Many expected Harvey Norman to be six feet under already. The company was dreadfully slow to adapt to the internet and for a while there, it wasn’t seeing much in the way of growth at all. But like a vampire, it proved quite tricky to finish off.

And now, amid the carnage of the retail sector, Harvey Norman has apparently found a way to lift his profits.

“This doesn’t happen very often,” Harvey said. “You might go 10, 20 years and not see this happen.”

He wouldn’t reveal what that trick was. “I’d tell Dick Smith tomorrow but I’m not going to tell you,” he gloated.

But I managed to weasel out one clue. He basically admitted the spark has came from the stores, which hints it is not related to ad campaigns or the website.

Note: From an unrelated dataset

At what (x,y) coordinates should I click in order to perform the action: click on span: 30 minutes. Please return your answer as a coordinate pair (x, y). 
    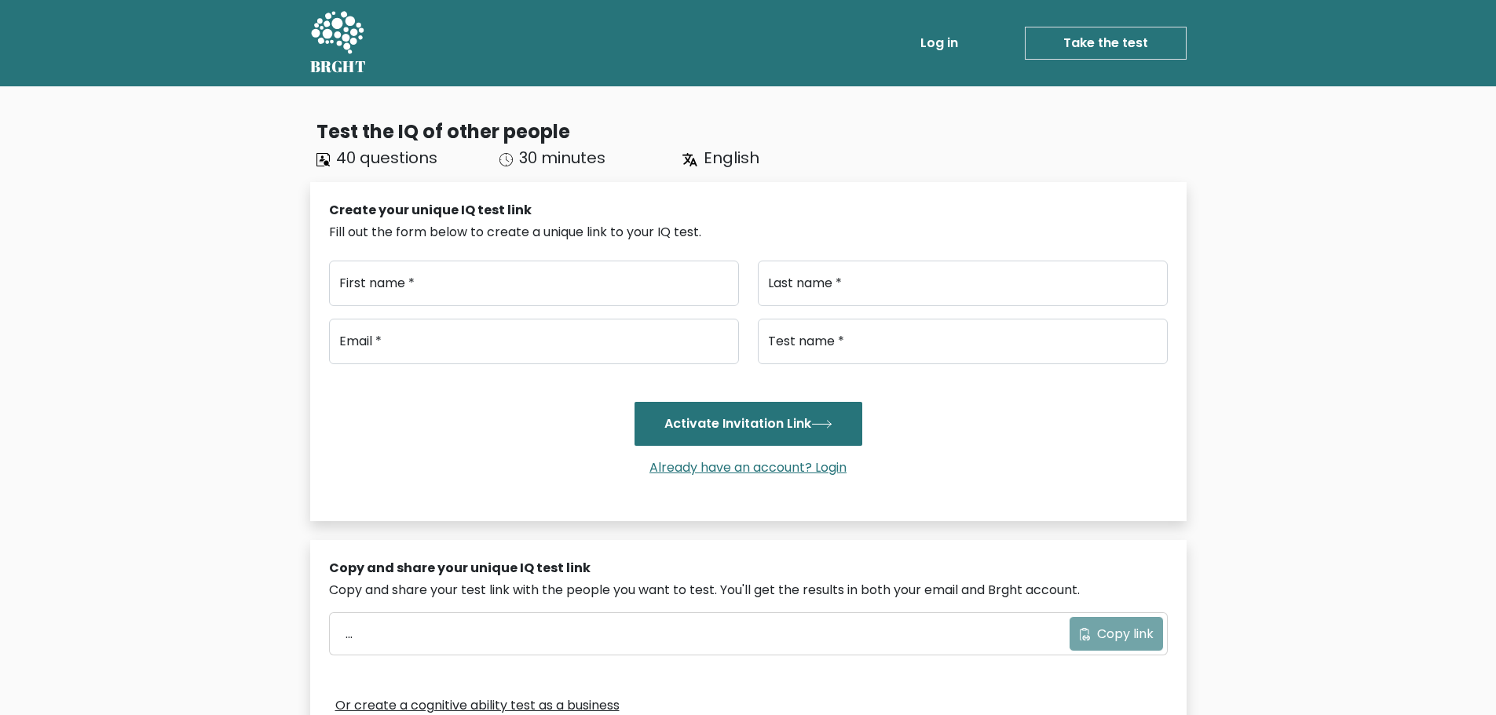
    Looking at the image, I should click on (562, 158).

“A lot of these ideas emanate from the stores, not head office,” Harvey said. “If we didn’t have that input from the stores we would not be where we are today. Now, the head office people like to tell you, you know, they are the architects of it. They’re not. They certainly got on the bandwagon pretty quick.”

Harvey Norman is still not back to pre GFC figures, but they’re doing bloody well.
Harvey Norman is still not back to pre GFC figures, but they’re doing bloody well.

“To be able to get a 25 per cent profit increase on top of a 30 per cent profit increase in the sort of business we’re in, something’s happening. It just doesn’t happen [normally],” Harvey said.

“I just haven’t felt this way for so long about something, you know?”

Now, it would be possible to be unkind about the company returning to merely a fraction of its previous profit peak. It would be easy to point out sales growth isn’t actually looking that flash. But in an environment where competitors are dropping like flies, sometimes survival is all you need to have a chance.

And when you get a chance, you need to know when to take it.

Harvey — who met store co-founder Ian Norman when they were both door-to-door vacuum cleaner salesmen — knows you need a share of luck, and doesn’t pretend the recent return to profits is a strategic masterstroke, insisting “the luck thing has got to be in there.”

“We have hit a little chord the others haven’t hit and now we are going to fly.”

It is hard to imagine Harvey Norman soaring with the retail giants like H & M or Aldi. But for a company many people thought would be over by now, even a little bit of flying is a very welcome result, and it means a lot of Aussies don’t have to worry about their jobs.

Jason Murphy is an economist. He publishes the blog Thomas The Thinkengine.